In 2017, Collins became a member of the Black and Brown Punk Show Collective herself. After that year’s festival, the group decided to reorganize itself as the Black, Brown, and Indigenous Crew (BBIC), which they consider an extension of the Black and Brown project Estrella Negra and Oxun began. “We wanted to continue to do the work that previous organizers were doing,” Collins says.
The Resurrection: Black, Brown, and Indigenous Crew Punk Fest with Blacker Face, Molcajete, Frank Waln, K.E.N, the Breathing Light, Mermaid N.V., and Megiapa, with DJ sets by Las Bizcochos
The fest also includes the workshops “Decolonizing Punk Rock: Understanding Indigenous Identity,” “Alternatives to Calling the Police During Mental Health Crises,” and “Punks and Zines: Self Publishing for Our Movements.” Sat 10/20, workshops at 4 PM, bands at 8 PM, Caliwaukee North, bbicchicago@gmail.com for details, $5-$10 donation requested, all-ages
The festival includes plenty of hardcore, but not every act plays fast, aggressive punk. Frank Waln is a Sicangu Lakota rapper, born on the Rosebud reservation in South Dakota, who moved to Chicago to pursue a hip-hop career. The Breathing Light play Sun Ra-inspired, futurist punk. Blacker Face combine gospel-inflected vocals with blues and funk in their otherworldly tunes. The lineup is sonically diverse on purpose.

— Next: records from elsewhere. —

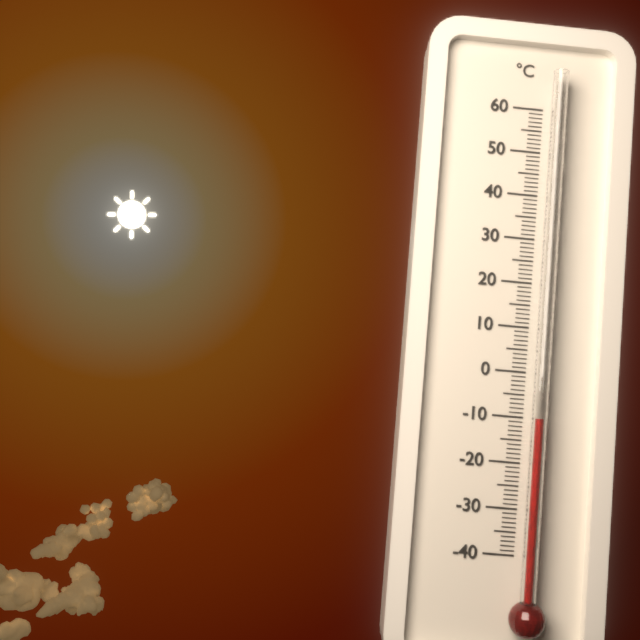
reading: -10 °C
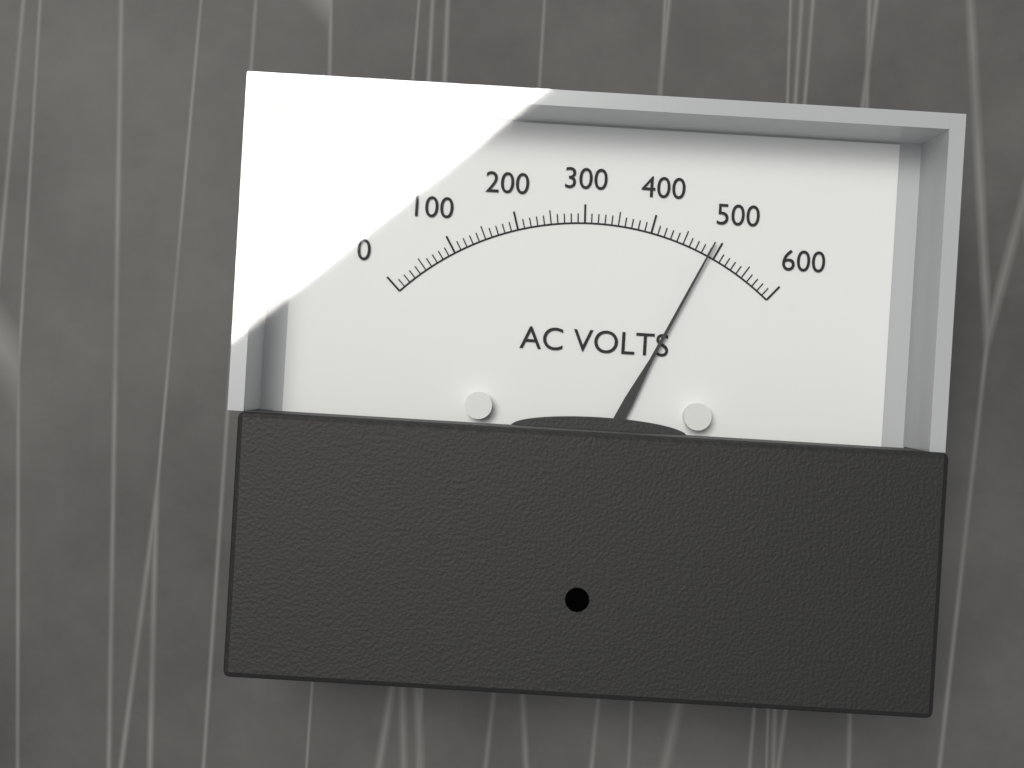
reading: 490 V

Ramírez helped organize a preshow for the BBIC festival last week at the Harold Washington Library, where he works as the lead STEM mentor for the YouMedia Center. The bill included teen performers from the YouMedia program. “I feel like youth often get forgotten about,” he says. But every music scene needs fresh blood to stay healthy, as older folks age out and start staying home. Most of the kids in the YouMedia program are into hip-hop, Ramírez says, and the preshow let them see young people making other styles of music—and it gave everyone the chance to perform for a wider audience.
“A lot of people have kind of felt validated and seen,” Ozero says. “The Pilsen Latino punk scene—it had its own politics. Those were the politics of all the punks around. And that was great—because, as a black person, I got to see the Latino experience and their politics and issues that they’re going through. A lot of conversations and viewpoints opened up. We were able to bridge cultural experiences and shared experiences.”
Blacker Face bassist PT Bell applauds the collective for what it does not just at the festival but also throughout the year—which includes putting together benefit shows, DJ nights, movie screenings, and art shows as well as posting educational content on its social media accounts. “The amount of practical political work that BBIC fest organizers do when the fest isn’t happening—the resources they tap people into are valuable to the scene,” Bell says. “There’s also a bastion of historical knowledge that these folks have correlated and issue out to the masses. There’s a diasporic concern that’s really incredible. There’s deep origins of some kinds of punk imagery: Mohawks, piercings, things of that sort.”